Euro-IX (European Internet Exchange Association), the first association of Internet exchange points, was formed in May 2001.[15] The Internet Exchange Federation (IX-F), which includes Euro-IX, APIX (Asia Pacific Internet Exchange Association), and LAC-IX (Latin America & Caribbean Internet Exchange Association), was formed in November 2012.[16] The African IXP Association (Af-IX) joined the Internet Exchange Federation on 7 October 2014.[16]

See also[]

References[]

  1. ^ Jump up to: a b c d Woodcock, Bill; Weller, Dennis (29 January 2013). "Internet Traffic Exchange: Market Developments and Policy Challenges". Digital Economy Papers. OECD.
  2. ^ Woodcock, Bill (24 May 2007). "Good Practices in Internet Exchange Point Documentation and Measurement" (PDF). OECD Directorate for Science, Technology and Industry, Working Party on Communication Infrastructures and Services Policy.

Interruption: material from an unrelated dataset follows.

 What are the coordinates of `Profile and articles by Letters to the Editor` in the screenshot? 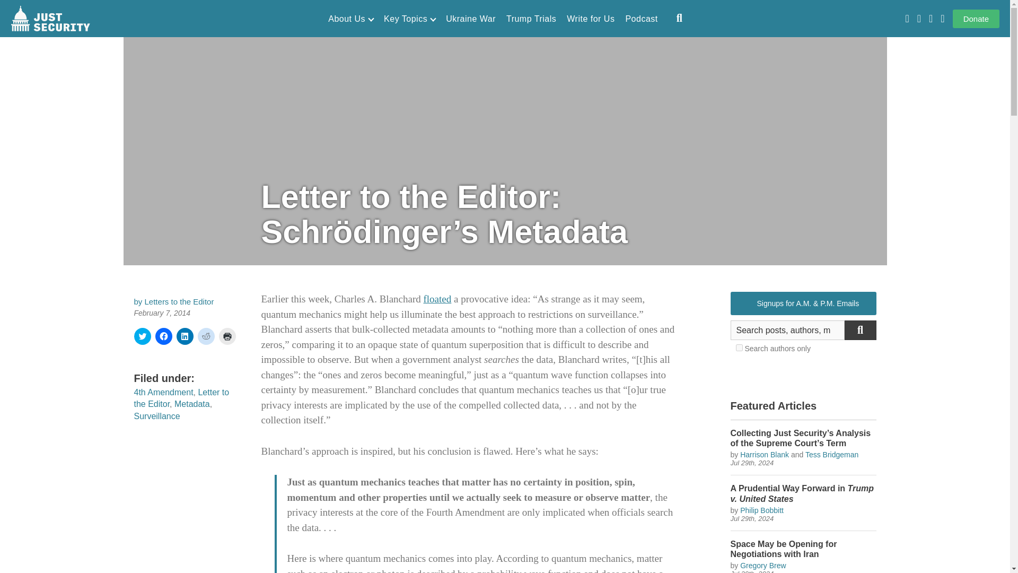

  3. ^ "The Art of Peering - The IX Playbook". Retrieved 18 April 2015.
  4. ^ "Internet Service Providers and Peering v3.0". Retrieved 18 April 2015.
  5. ^ NSF Solicitation 93-52 Archived 2016-03-05 at the Wayback Machine - Network Access Point Manager, Routing Arbiter, Regional Network Providers, and Very High Speed Backbone Network Services Provider for NSFNET and the NREN(SM) Program, May 6, 1993
  6. ^ Jump up to: a b Woodcock, Bill (March 2001). "Prescriptive Policy Guide for Developing Nations Wishing to Encourage the Formation of a Domestic Internet Industry". Packet Clearing House.

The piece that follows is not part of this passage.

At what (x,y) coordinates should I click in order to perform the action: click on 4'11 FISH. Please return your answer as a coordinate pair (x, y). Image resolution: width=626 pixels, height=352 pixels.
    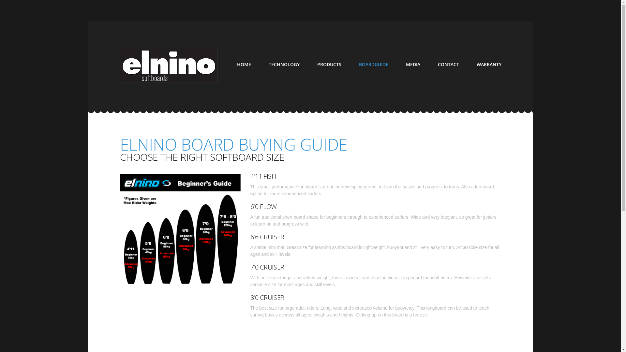
    Looking at the image, I should click on (264, 176).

  7. ^ E-mail regarding Network Access Points from Steve Wolff (NSF) to the com-priv list Archived 2013-10-29 at the Wayback Machine, sent 13:51 EST 2 March 1994
  8. ^ The Cook Report on the Internet
  9. ^ "A Critical Look at the University of Michigan's Role in the 1987 Merit Agreement", Chetly Zarko in The Cook Report on the Internet, January 1995, pp. 9–17
  10. ^ Management of NSFNET, a transcript of the March 12, 1992, hearing before the Subcommittee on Science of the Committee on Science, Space, and Technology, U.S. House of Representatives, One Hundred Second Congress, Second Session, Hon. Rick Boucher, subcommittee chairman, presiding
  11. ^ Scientific and Advanced-Technology Act of 1992 Archived 5 July 2016 at the Wayback Machine, Public Law No: 102-476, 43 U.S.C. 1862(g)
  12. ^ Review of NSFNET, Office of the Inspector General, National Science Foundation, 23 March 1993
  13. ^ Ryan, Patrick S. and Gerson, Jason (11 August 2012). A Primer on Internet Exchange Points for Policymakers and Non-Engineers. Social Science Research Network (SSRN). SSRN 2128103.CS1 maint: uses authors parameter (link)
  14. ^ BCnet (4 June 2009). "Transit Exchange helps Novus Entertainment Save on Internet Costs and Improve Performance". How R&E networks can help small business. Bill St. Arnaud. Retrieved 11 September 2012.
  15. ^ "Euro-IX Website". European Internet Exchange. Archived from the original on 13 April 2015.
  16. ^ Jump up to: a b "IX-F Website". Internet eXchange Federation.